Keir Starmer resigns as UK Labour leader
UK Prime Minister Keir Starmer announced on June 22, 2026 that he will resign as Labour leader, saying he is not 'best placed' to lead the party into the next general election. He remains PM until a successor is chosen. Nominations open July 9, close July 16, with a new leader expected before Parliament returns in September. Andy Burnham, who returned to Parliament via the Makerfield by-election on June 18, is the frontrunner, backed by Health Secretary Wes Streeting. Burnham would be Britain's 7th Prime Minister in a decade.
The context
UK Prime Minister Keir Starmer announced on June 22, 2026 that he would step down as leader of the Labour Party, saying he was not the right person to lead the party into its next general election campaign. The announcement, delivered in an emotional statement outside Downing Street, came less than two years after Labour’s historic 2024 general election landslide, one of the biggest majorities in British political history.
The resignation ends a turbulent and often demoralising chapter for a party that entered government in July 2024 with enormous expectations. Within months, rampant cost-of-living pressures, a series of internal controversies, and the stratospheric rise of Nigel Farage’s Reform UK dismantled Labour’s poll lead at speed. The May 2026 local elections, where Reform made major gains at Labour’s expense in traditional heartlands, removed any last ambiguity. Senior cabinet ministers and backbenchers began briefing against the leadership openly, and Starmer’s position became increasingly untenable.
Starmer will remain as Prime Minister until a new Labour leader is elected, a process the party aims to complete before Parliament returns in September. Nominations open on July 9 and close on July 16. Andy Burnham, who stood down as Mayor of Greater Manchester to return to Parliament via the Makerfield by-election just four days before the resignation announcement, is the clear frontrunner. A Burnham premiership would make him Britain’s seventh Prime Minister in ten years, a staggering figure that reflects a decade of political upheaval, from Brexit to economic crisis to Reform’s insurgency.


- Work order: Go through the data and report each line that holds the string "legend".

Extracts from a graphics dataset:

/---

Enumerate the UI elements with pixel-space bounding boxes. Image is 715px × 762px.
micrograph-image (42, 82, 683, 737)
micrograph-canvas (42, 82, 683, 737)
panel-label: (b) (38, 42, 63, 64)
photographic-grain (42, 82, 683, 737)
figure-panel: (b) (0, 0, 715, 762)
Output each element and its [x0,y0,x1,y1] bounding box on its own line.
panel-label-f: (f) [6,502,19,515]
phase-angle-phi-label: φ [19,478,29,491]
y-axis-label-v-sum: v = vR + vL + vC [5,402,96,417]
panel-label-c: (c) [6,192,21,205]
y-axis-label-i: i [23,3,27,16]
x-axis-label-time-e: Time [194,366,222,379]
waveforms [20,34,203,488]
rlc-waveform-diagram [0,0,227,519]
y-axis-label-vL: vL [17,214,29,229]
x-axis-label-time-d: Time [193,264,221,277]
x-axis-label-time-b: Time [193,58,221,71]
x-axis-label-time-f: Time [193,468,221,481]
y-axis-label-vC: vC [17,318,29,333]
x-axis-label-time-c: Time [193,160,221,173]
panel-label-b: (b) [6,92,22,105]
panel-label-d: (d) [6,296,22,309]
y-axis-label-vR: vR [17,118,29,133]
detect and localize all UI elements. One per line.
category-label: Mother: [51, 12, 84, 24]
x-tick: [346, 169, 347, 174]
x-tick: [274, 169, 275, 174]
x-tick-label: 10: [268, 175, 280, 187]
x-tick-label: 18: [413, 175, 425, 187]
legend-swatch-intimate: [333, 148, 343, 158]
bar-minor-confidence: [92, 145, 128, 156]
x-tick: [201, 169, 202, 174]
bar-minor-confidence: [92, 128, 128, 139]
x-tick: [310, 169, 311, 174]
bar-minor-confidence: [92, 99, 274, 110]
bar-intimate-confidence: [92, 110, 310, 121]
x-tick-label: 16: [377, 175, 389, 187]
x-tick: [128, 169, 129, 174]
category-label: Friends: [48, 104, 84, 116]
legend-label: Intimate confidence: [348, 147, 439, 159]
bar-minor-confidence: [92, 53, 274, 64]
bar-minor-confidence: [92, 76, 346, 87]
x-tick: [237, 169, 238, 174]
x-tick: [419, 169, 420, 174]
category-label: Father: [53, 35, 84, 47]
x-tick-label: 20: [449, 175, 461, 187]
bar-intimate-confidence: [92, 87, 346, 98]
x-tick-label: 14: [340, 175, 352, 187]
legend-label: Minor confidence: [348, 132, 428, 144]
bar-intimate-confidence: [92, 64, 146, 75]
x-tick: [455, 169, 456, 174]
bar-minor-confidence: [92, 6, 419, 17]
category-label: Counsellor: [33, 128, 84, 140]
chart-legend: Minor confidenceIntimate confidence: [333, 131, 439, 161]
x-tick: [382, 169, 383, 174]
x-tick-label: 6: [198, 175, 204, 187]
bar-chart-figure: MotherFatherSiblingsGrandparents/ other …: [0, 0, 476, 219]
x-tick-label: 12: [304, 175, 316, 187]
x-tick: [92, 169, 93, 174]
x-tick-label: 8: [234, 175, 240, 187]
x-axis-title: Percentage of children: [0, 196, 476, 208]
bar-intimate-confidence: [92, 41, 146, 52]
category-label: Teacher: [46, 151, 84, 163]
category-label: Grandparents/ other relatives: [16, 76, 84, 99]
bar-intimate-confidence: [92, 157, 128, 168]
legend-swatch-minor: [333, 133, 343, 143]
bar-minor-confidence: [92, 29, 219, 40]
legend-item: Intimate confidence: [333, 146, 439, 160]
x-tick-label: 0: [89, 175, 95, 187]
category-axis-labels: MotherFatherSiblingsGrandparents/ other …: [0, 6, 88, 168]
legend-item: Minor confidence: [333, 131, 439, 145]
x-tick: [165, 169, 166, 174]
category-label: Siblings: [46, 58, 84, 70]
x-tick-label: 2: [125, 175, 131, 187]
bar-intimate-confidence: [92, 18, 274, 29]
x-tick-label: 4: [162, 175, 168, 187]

\---

- Written response:
legend-swatch-intimate: [333, 148, 343, 158]
legend-label: Intimate confidence: [348, 147, 439, 159]
legend-label: Minor confidence: [348, 132, 428, 144]
chart-legend: Minor confidenceIntimate confidence: [333, 131, 439, 161]
legend-swatch-minor: [333, 133, 343, 143]
legend-item: Intimate confidence: [333, 146, 439, 160]
legend-item: Minor confidence: [333, 131, 439, 145]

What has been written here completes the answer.